Leo Fender's Chimera

Leo Fender's Chimera

How You Can't Play the Bass VI "Wrong"

In 1961, Leo Fender built something that refused to be one thing. The Bass VI is tuned like a guitar — E to E, the same six intervals — but pitched a full octave down, so the range overlaps a standard four-string bass and then keeps going, two strings higher, into territory no bass dares occupy. You can voice a guitar chord on it. You can walk a bassline on it. You can do both, in fact — convincingly, even — but not in the manner either instrument expects. The chords ring a bit too thick. The bassline reads as too articulated, too bright, too aware of its own pitch. The Bass VI was built around a hybrid premise: a single instrument standing in for two, for guitarists who needed bass coverage without switching axes mid-session. What its limits turned into, decades later, became the whole reason anyone still cares.

The idea didn't take, commercially. Bassists found it foreign — too little string gap, too much treble, chords where there should be none. Guitarists found it foreign in the other direction — too low, too boomy, the action and tension all wrong for lead work. Fender discontinued it in 1975, a footnote, an oddity that didn't know what it was for.

And yet it endured, eventually being reissued through Fender's Vintera and Squier product lines.

The Bass VI doesn't prove the meaninglessness of categories; rather, it demonstrates what can happen when a category fails to contain the thing it was meant to describe. An instrument that fails to be legible as one thing becomes available to be something else entirely. Google will return a list of recordings that feature this chimera. For me, having been enamored with the bass line of "Fascination Street," seeing Simon Gallup wield the Bass VI in the video was when adding one and one equaled three. The clank, the metallic ring with the menacing grime, the way a low-end anchor became a signature melody, not quite a bass cosplaying a lead guitar, but becoming something wholly else.

Nancy saw the indie trio Horsegirl when they played in town, and she reported back that instead of a standard four-string, they had a Bass VI on stage. Their Phonetics On and On became one of my favorite albums of 2025 through what I considered an intentional and disciplined "three pairs of hands at play" arrangement, and hearing that they had a Bass VI made a lot of sense for extending a palette with a hybrid brush.

We recently acquired a second-hand Vintera II Bass VI. Yes, two Roman numerals in a single designation, and considering that we're up to Vintera III, there's almost an air of a royal succession. The shop also had a Squier version, which we tried and decided that the playability difference more than made up the 2x price gap. Our initial fiddlings already resulted in the instrument replacing a Jazz bass take on a song that I'd been working on – not because the Jazz was lacking, but because the VI brought a new tonal legibility to the composition. No, it will not be replacing our Player Mustang's flatwound-driven pillowy thump, nor the Jazz's growly Bassman-emulator-boosted voicing. It is its own paintbrush.

There's a kind of permission embedded in an instrument like this. A "real" bass has a correct voice, and you either find it or you don't. The Bass VI has no correct voice to find — only a tendency, toward clank, toward thinness, toward chords that sound slightly off and basslines that sound slightly too articulate. And a tendency isn't a standard you can fail to meet. You can lean into it or away from it, but you can't be wrong about it, because nobody agreed in advance on what right would even sound like. Even Fender's own circuit seems to know this: a fourth switch, doing nothing but a passive low-cut, exists for no reason except to let you thin out the only frequency range the instrument has going for it as a bass. The "strangle switch" isn't a mistake in the design. It's the design admitting, quietly, that correctness was never really on offer.

This is, it turns out, a pretty good way to think about a category of people too — the ones who never quite landed in a single pigeonhole, who play an instrument they "don't play," who hold a position on something while knowing the position is built on absorbed mythology rather than direct evidence, who can love a record and distrust the man who made it in the same breath. There's no clean technique for that. There's no chord voicing that resolves it. You simply lean into the tendency, find out what the in-between actually sounds like in your hands, and stop waiting for someone to tell you you're holding it right.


PROBLEM: Check each line of the data for "ylabel" and select those that have it.
•••
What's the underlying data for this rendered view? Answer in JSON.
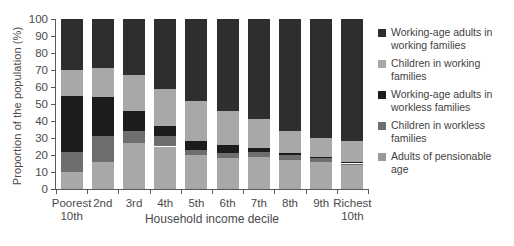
{
  "chart_data": {
    "type": "bar",
    "stacked": true,
    "title": "",
    "xlabel": "Household income decile",
    "ylabel": "Proportion of the population (%)",
    "ylim": [
      0,
      100
    ],
    "ytick_labels": [
      "0",
      "10",
      "20",
      "30",
      "40",
      "50",
      "60",
      "70",
      "80",
      "90",
      "100"
    ],
    "yticks": [
      0,
      10,
      20,
      30,
      40,
      50,
      60,
      70,
      80,
      90,
      100
    ],
    "grid": false,
    "legend_position": "right",
    "categories": [
      "Poorest\n10th",
      "2nd",
      "3rd",
      "4th",
      "5th",
      "6th",
      "7th",
      "8th",
      "9th",
      "Richest\n10th"
    ],
    "category_labels": [
      [
        "Poorest",
        "10th"
      ],
      [
        "2nd",
        ""
      ],
      [
        "3rd",
        ""
      ],
      [
        "4th",
        ""
      ],
      [
        "5th",
        ""
      ],
      [
        "6th",
        ""
      ],
      [
        "7th",
        ""
      ],
      [
        "8th",
        ""
      ],
      [
        "9th",
        ""
      ],
      [
        "Richest",
        "10th"
      ]
    ],
    "series": [
      {
        "name": "Adults of pensionable age",
        "color": "#a8a8a8",
        "values": [
          10,
          16,
          27,
          25,
          20,
          18,
          19,
          17,
          16,
          14
        ]
      },
      {
        "name": "Children in workless families",
        "color": "#6e6e6e",
        "values": [
          12,
          15,
          7,
          6,
          3,
          3,
          3,
          3,
          2,
          1
        ]
      },
      {
        "name": "Working-age adults in workless families",
        "color": "#1c1c1c",
        "values": [
          33,
          23,
          12,
          6,
          5,
          5,
          2,
          1,
          1,
          1
        ]
      },
      {
        "name": "Children in working families",
        "color": "#a8a8a8",
        "values": [
          15,
          17,
          21,
          22,
          24,
          20,
          17,
          13,
          11,
          12
        ]
      },
      {
        "name": "Working-age adults in working families",
        "color": "#2e2e2e",
        "values": [
          30,
          29,
          33,
          41,
          48,
          54,
          59,
          66,
          70,
          72
        ]
      }
    ],
    "legend_entries": [
      {
        "label": [
          "Working-age adults in",
          "working families"
        ],
        "color": "#2e2e2e"
      },
      {
        "label": [
          "Children in working",
          "families"
        ],
        "color": "#a8a8a8"
      },
      {
        "label": [
          "Working-age adults in",
          "workless families"
        ],
        "color": "#1c1c1c"
      },
      {
        "label": [
          "Children in workless",
          "families"
        ],
        "color": "#6e6e6e"
      },
      {
        "label": [
          "Adults of pensionable",
          "age"
        ],
        "color": "#9a9a9a"
      }
    ]
  }
}
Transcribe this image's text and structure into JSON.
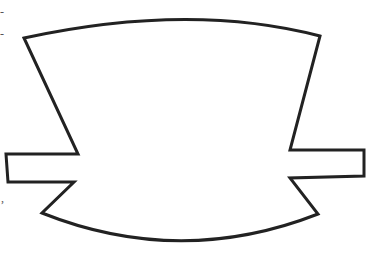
{
  "figure": {
    "stroke_color": "#222222",
    "fill_color": "#ffffff",
    "background": "#ffffff",
    "stroke_width": 3,
    "shape": {
      "top_left": [
        24,
        38
      ],
      "top_peak": [
        190,
        20
      ],
      "top_right": [
        320,
        36
      ],
      "right_upper_inner": [
        290,
        150
      ],
      "right_tab": {
        "top_left": [
          290,
          150
        ],
        "top_right": [
          364,
          150
        ],
        "bottom_right": [
          364,
          176
        ],
        "bottom_left": [
          290,
          178
        ]
      },
      "bottom_right": [
        318,
        214
      ],
      "bottom_low": [
        180,
        244
      ],
      "bottom_left": [
        42,
        213
      ],
      "left_tab": {
        "top_right": [
          78,
          154
        ],
        "top_left": [
          6,
          154
        ],
        "bottom_left": [
          8,
          182
        ],
        "bottom_right": [
          74,
          182
        ]
      }
    }
  },
  "edge_marks": {
    "mark_1": "-",
    "mark_2": "-",
    "mark_3": ","
  }
}
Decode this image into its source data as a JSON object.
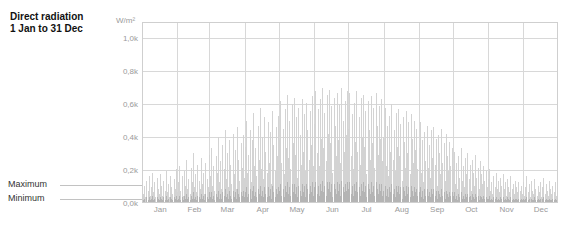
{
  "title": {
    "line1": "Direct radiation",
    "line2": "1 Jan to 31 Dec"
  },
  "annotations": [
    {
      "label": "Maximum",
      "value_k": 0.13
    },
    {
      "label": "Minimum",
      "value_k": 0.04
    }
  ],
  "colors": {
    "bar_max": "#d3d3d3",
    "bar_min": "#b4b4b4",
    "grid": "#d8d8d8",
    "border": "#cfcfcf",
    "axis_text": "#9a9a9a",
    "title_text": "#111111",
    "annotation_text": "#333333",
    "leader": "#c2c2c2",
    "background": "#ffffff"
  },
  "chart_data": {
    "type": "bar",
    "title": "Direct radiation",
    "subtitle": "1 Jan to 31 Dec",
    "xlabel": "",
    "ylabel": "W/m²",
    "yunit": "W/m²",
    "ylim": [
      0,
      1.1
    ],
    "grid": true,
    "legend": "none",
    "y_ticks": [
      {
        "value": 1.0,
        "label": "1,0k"
      },
      {
        "value": 0.8,
        "label": "0,8k"
      },
      {
        "value": 0.6,
        "label": "0,6k"
      },
      {
        "value": 0.4,
        "label": "0,4k"
      },
      {
        "value": 0.2,
        "label": "0,2k"
      },
      {
        "value": 0.0,
        "label": "0,0k"
      }
    ],
    "x_ticks": [
      {
        "label": "Jan",
        "day": 16
      },
      {
        "label": "Feb",
        "day": 46
      },
      {
        "label": "Mar",
        "day": 75
      },
      {
        "label": "Apr",
        "day": 106
      },
      {
        "label": "May",
        "day": 136
      },
      {
        "label": "Jun",
        "day": 167
      },
      {
        "label": "Jul",
        "day": 197
      },
      {
        "label": "Aug",
        "day": 228
      },
      {
        "label": "Sep",
        "day": 259
      },
      {
        "label": "Oct",
        "day": 289
      },
      {
        "label": "Nov",
        "day": 320
      },
      {
        "label": "Dec",
        "day": 350
      }
    ],
    "month_boundaries": [
      0,
      31,
      59,
      90,
      120,
      151,
      181,
      212,
      243,
      273,
      304,
      334,
      365
    ],
    "categories": [
      "Jan",
      "Feb",
      "Mar",
      "Apr",
      "May",
      "Jun",
      "Jul",
      "Aug",
      "Sep",
      "Oct",
      "Nov",
      "Dec"
    ],
    "monthly_mean_max_k": [
      0.1,
      0.16,
      0.27,
      0.36,
      0.43,
      0.46,
      0.44,
      0.36,
      0.27,
      0.17,
      0.09,
      0.07
    ],
    "monthly_peak_max_k": [
      0.2,
      0.3,
      0.46,
      0.58,
      0.66,
      0.7,
      0.68,
      0.6,
      0.49,
      0.33,
      0.2,
      0.16
    ],
    "series": [
      {
        "name": "Maximum",
        "unit": "W/m²",
        "values_k": [
          0.05,
          0.1,
          0.03,
          0.13,
          0.07,
          0.16,
          0.04,
          0.09,
          0.18,
          0.06,
          0.12,
          0.03,
          0.15,
          0.08,
          0.05,
          0.17,
          0.1,
          0.04,
          0.13,
          0.07,
          0.19,
          0.06,
          0.11,
          0.03,
          0.16,
          0.09,
          0.05,
          0.14,
          0.08,
          0.2,
          0.06,
          0.12,
          0.22,
          0.07,
          0.16,
          0.04,
          0.19,
          0.1,
          0.26,
          0.08,
          0.14,
          0.05,
          0.21,
          0.12,
          0.3,
          0.09,
          0.17,
          0.06,
          0.23,
          0.13,
          0.08,
          0.27,
          0.11,
          0.18,
          0.05,
          0.24,
          0.14,
          0.09,
          0.29,
          0.16,
          0.33,
          0.1,
          0.22,
          0.07,
          0.28,
          0.18,
          0.4,
          0.12,
          0.25,
          0.08,
          0.35,
          0.2,
          0.44,
          0.14,
          0.3,
          0.09,
          0.38,
          0.23,
          0.11,
          0.42,
          0.17,
          0.32,
          0.08,
          0.46,
          0.26,
          0.13,
          0.36,
          0.21,
          0.41,
          0.15,
          0.34,
          0.5,
          0.18,
          0.29,
          0.44,
          0.12,
          0.38,
          0.55,
          0.22,
          0.33,
          0.16,
          0.47,
          0.26,
          0.58,
          0.2,
          0.4,
          0.14,
          0.52,
          0.31,
          0.18,
          0.49,
          0.24,
          0.43,
          0.11,
          0.56,
          0.35,
          0.19,
          0.46,
          0.28,
          0.53,
          0.38,
          0.62,
          0.24,
          0.45,
          0.17,
          0.57,
          0.33,
          0.66,
          0.27,
          0.5,
          0.2,
          0.6,
          0.36,
          0.64,
          0.29,
          0.52,
          0.15,
          0.58,
          0.41,
          0.23,
          0.63,
          0.31,
          0.54,
          0.19,
          0.61,
          0.44,
          0.26,
          0.56,
          0.35,
          0.65,
          0.22,
          0.48,
          0.68,
          0.3,
          0.57,
          0.22,
          0.63,
          0.39,
          0.7,
          0.33,
          0.55,
          0.25,
          0.66,
          0.42,
          0.69,
          0.36,
          0.59,
          0.18,
          0.64,
          0.47,
          0.28,
          0.67,
          0.38,
          0.6,
          0.24,
          0.7,
          0.5,
          0.31,
          0.62,
          0.41,
          0.68,
          0.45,
          0.67,
          0.28,
          0.54,
          0.2,
          0.61,
          0.37,
          0.68,
          0.31,
          0.52,
          0.23,
          0.64,
          0.4,
          0.66,
          0.34,
          0.56,
          0.17,
          0.62,
          0.44,
          0.26,
          0.65,
          0.36,
          0.58,
          0.21,
          0.67,
          0.47,
          0.29,
          0.59,
          0.39,
          0.63,
          0.25,
          0.4,
          0.58,
          0.22,
          0.47,
          0.16,
          0.53,
          0.31,
          0.6,
          0.26,
          0.44,
          0.19,
          0.55,
          0.34,
          0.57,
          0.28,
          0.48,
          0.13,
          0.52,
          0.37,
          0.21,
          0.56,
          0.3,
          0.49,
          0.17,
          0.54,
          0.39,
          0.24,
          0.5,
          0.32,
          0.45,
          0.2,
          0.33,
          0.49,
          0.18,
          0.38,
          0.12,
          0.43,
          0.25,
          0.47,
          0.21,
          0.35,
          0.15,
          0.44,
          0.27,
          0.46,
          0.23,
          0.39,
          0.1,
          0.41,
          0.3,
          0.17,
          0.45,
          0.24,
          0.36,
          0.13,
          0.42,
          0.28,
          0.19,
          0.37,
          0.22,
          0.33,
          0.2,
          0.31,
          0.11,
          0.24,
          0.08,
          0.28,
          0.15,
          0.33,
          0.13,
          0.22,
          0.09,
          0.27,
          0.17,
          0.3,
          0.14,
          0.23,
          0.07,
          0.26,
          0.18,
          0.1,
          0.29,
          0.15,
          0.21,
          0.08,
          0.25,
          0.17,
          0.11,
          0.22,
          0.13,
          0.19,
          0.09,
          0.14,
          0.2,
          0.07,
          0.12,
          0.05,
          0.16,
          0.09,
          0.18,
          0.08,
          0.13,
          0.06,
          0.15,
          0.1,
          0.17,
          0.08,
          0.12,
          0.04,
          0.14,
          0.09,
          0.06,
          0.16,
          0.08,
          0.11,
          0.05,
          0.13,
          0.09,
          0.06,
          0.12,
          0.07,
          0.1,
          0.05,
          0.12,
          0.04,
          0.09,
          0.16,
          0.06,
          0.11,
          0.03,
          0.13,
          0.07,
          0.05,
          0.14,
          0.08,
          0.04,
          0.1,
          0.06,
          0.12,
          0.03,
          0.09,
          0.15,
          0.05,
          0.11,
          0.07,
          0.04,
          0.13,
          0.08,
          0.05,
          0.1,
          0.06,
          0.12,
          0.04
        ]
      },
      {
        "name": "Minimum",
        "unit": "W/m²",
        "values_k": [
          0.01,
          0.02,
          0.0,
          0.03,
          0.01,
          0.03,
          0.01,
          0.02,
          0.04,
          0.01,
          0.02,
          0.0,
          0.03,
          0.02,
          0.01,
          0.03,
          0.02,
          0.01,
          0.03,
          0.01,
          0.04,
          0.01,
          0.02,
          0.0,
          0.03,
          0.02,
          0.01,
          0.03,
          0.02,
          0.04,
          0.01,
          0.02,
          0.04,
          0.01,
          0.03,
          0.01,
          0.04,
          0.02,
          0.05,
          0.02,
          0.03,
          0.01,
          0.04,
          0.02,
          0.06,
          0.02,
          0.03,
          0.01,
          0.04,
          0.03,
          0.02,
          0.05,
          0.02,
          0.04,
          0.01,
          0.05,
          0.03,
          0.02,
          0.06,
          0.03,
          0.06,
          0.02,
          0.04,
          0.01,
          0.05,
          0.03,
          0.07,
          0.02,
          0.05,
          0.02,
          0.06,
          0.04,
          0.08,
          0.03,
          0.05,
          0.02,
          0.07,
          0.04,
          0.02,
          0.07,
          0.03,
          0.06,
          0.02,
          0.08,
          0.05,
          0.03,
          0.06,
          0.04,
          0.07,
          0.03,
          0.06,
          0.09,
          0.03,
          0.05,
          0.08,
          0.02,
          0.07,
          0.1,
          0.04,
          0.06,
          0.03,
          0.08,
          0.05,
          0.1,
          0.04,
          0.07,
          0.03,
          0.09,
          0.05,
          0.03,
          0.09,
          0.04,
          0.08,
          0.02,
          0.1,
          0.06,
          0.03,
          0.08,
          0.05,
          0.09,
          0.07,
          0.11,
          0.04,
          0.08,
          0.03,
          0.1,
          0.06,
          0.12,
          0.05,
          0.09,
          0.04,
          0.11,
          0.06,
          0.11,
          0.05,
          0.09,
          0.03,
          0.1,
          0.07,
          0.04,
          0.11,
          0.06,
          0.1,
          0.03,
          0.11,
          0.08,
          0.05,
          0.1,
          0.06,
          0.12,
          0.04,
          0.09,
          0.12,
          0.05,
          0.1,
          0.04,
          0.11,
          0.07,
          0.13,
          0.06,
          0.1,
          0.04,
          0.12,
          0.08,
          0.12,
          0.06,
          0.11,
          0.03,
          0.11,
          0.08,
          0.05,
          0.12,
          0.07,
          0.11,
          0.04,
          0.13,
          0.09,
          0.06,
          0.11,
          0.07,
          0.12,
          0.08,
          0.12,
          0.05,
          0.1,
          0.04,
          0.11,
          0.07,
          0.12,
          0.06,
          0.09,
          0.04,
          0.11,
          0.07,
          0.12,
          0.06,
          0.1,
          0.03,
          0.11,
          0.08,
          0.05,
          0.12,
          0.06,
          0.1,
          0.04,
          0.12,
          0.08,
          0.05,
          0.11,
          0.07,
          0.11,
          0.04,
          0.07,
          0.1,
          0.04,
          0.08,
          0.03,
          0.09,
          0.06,
          0.11,
          0.05,
          0.08,
          0.03,
          0.1,
          0.06,
          0.1,
          0.05,
          0.09,
          0.02,
          0.09,
          0.07,
          0.04,
          0.1,
          0.05,
          0.09,
          0.03,
          0.1,
          0.07,
          0.04,
          0.09,
          0.06,
          0.08,
          0.04,
          0.06,
          0.09,
          0.03,
          0.07,
          0.02,
          0.08,
          0.04,
          0.08,
          0.04,
          0.06,
          0.03,
          0.08,
          0.05,
          0.08,
          0.04,
          0.07,
          0.02,
          0.07,
          0.05,
          0.03,
          0.08,
          0.04,
          0.06,
          0.02,
          0.07,
          0.05,
          0.03,
          0.06,
          0.04,
          0.06,
          0.04,
          0.06,
          0.02,
          0.04,
          0.01,
          0.05,
          0.03,
          0.06,
          0.02,
          0.04,
          0.02,
          0.05,
          0.03,
          0.05,
          0.03,
          0.04,
          0.01,
          0.05,
          0.03,
          0.02,
          0.05,
          0.03,
          0.04,
          0.01,
          0.04,
          0.03,
          0.02,
          0.04,
          0.02,
          0.03,
          0.02,
          0.02,
          0.04,
          0.01,
          0.02,
          0.01,
          0.03,
          0.02,
          0.03,
          0.01,
          0.02,
          0.01,
          0.03,
          0.02,
          0.03,
          0.01,
          0.02,
          0.01,
          0.03,
          0.02,
          0.01,
          0.03,
          0.01,
          0.02,
          0.01,
          0.02,
          0.02,
          0.01,
          0.02,
          0.01,
          0.02,
          0.01,
          0.02,
          0.01,
          0.02,
          0.03,
          0.01,
          0.02,
          0.0,
          0.02,
          0.01,
          0.01,
          0.03,
          0.01,
          0.01,
          0.02,
          0.01,
          0.02,
          0.0,
          0.02,
          0.03,
          0.01,
          0.02,
          0.01,
          0.01,
          0.02,
          0.01,
          0.01,
          0.02,
          0.01,
          0.02,
          0.01
        ]
      }
    ]
  }
}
•••
SOLUTION TO THE EXERCISE:
    "ylabel": "Proportion of the population (%)",
    "ylabel": "W/m²",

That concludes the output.